Chavagnes Catholic school rugby
Chavagnes rugby

Saint Paul, to the Corinthians, has this to say: “Don’t you realise that the runners in the Stadium, all of them run, but only one gets the medal? You are to run in such a way as to win. Everyone who is in athletic training exercises self-control (but they do it to win a medal that will fade away…!); so I am running in such a way as not to be without purpose. When I box, I do it in such a way as not to land my blows on empty air – instead I let my body know who is boss, and I make it my slave… ” (1 Corinthians).

School sport can be an important part of learning to think about important themes for a good life: the desire for excellence, teamwork, self-discipline, generosity, single-mindedness. The truths learnt in the atmosphere of effort and adversity that is created on the sportsfield are lessons that can forge the characters of strong and caring leaders who know about fighting for a cause with a generous and selfless spirit.

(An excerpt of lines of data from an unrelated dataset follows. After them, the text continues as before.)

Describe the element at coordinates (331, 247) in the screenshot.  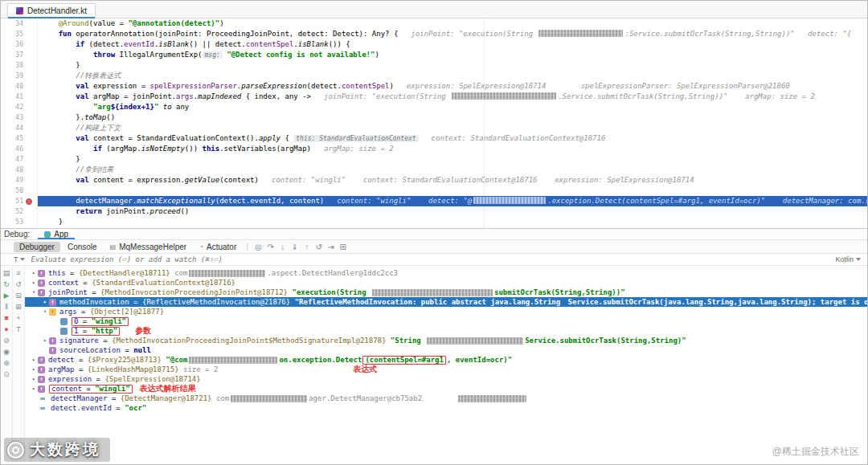
I see `run-to-cursor-icon: ⇥` at that location.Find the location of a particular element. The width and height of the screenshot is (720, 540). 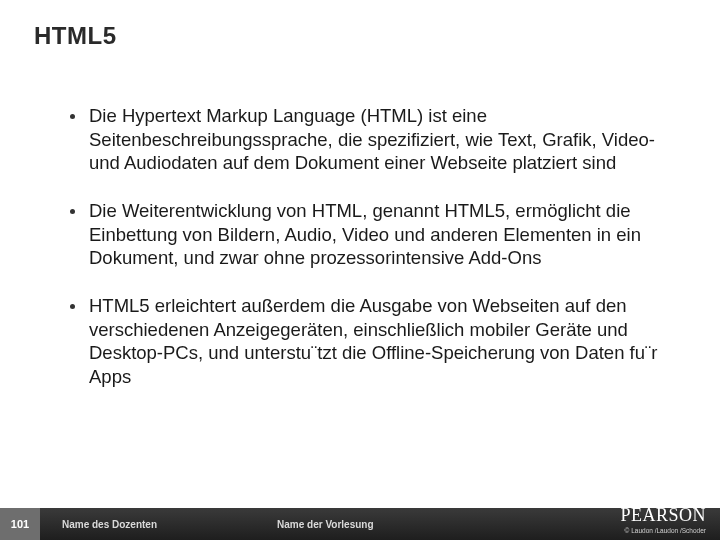

bullet-text: HTML5 erleichtert außerdem die Ausgabe v… is located at coordinates (388, 342).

The second century St Clement of Alexandria, one of the first Christian teachers to develop a theory of education, underlines what for him are the two main formative benefits of sport: “to aim at not only a healthy habit of body, but courageousness of soul” and also the development of a taste for pushing oneself to one’s limit, not out of pride, but simply out of a desire for excellence, or in Clement’s words: “not for the sake of vainglory, but for the exuding of manly sweat!” (The Pedagogue; Bk III, Ch. 10).
Obviously, COURAGE and EFFORT, once developed as virtues, pay off in exam success in other subjects, and even in the spiritual life, the biggest test of all.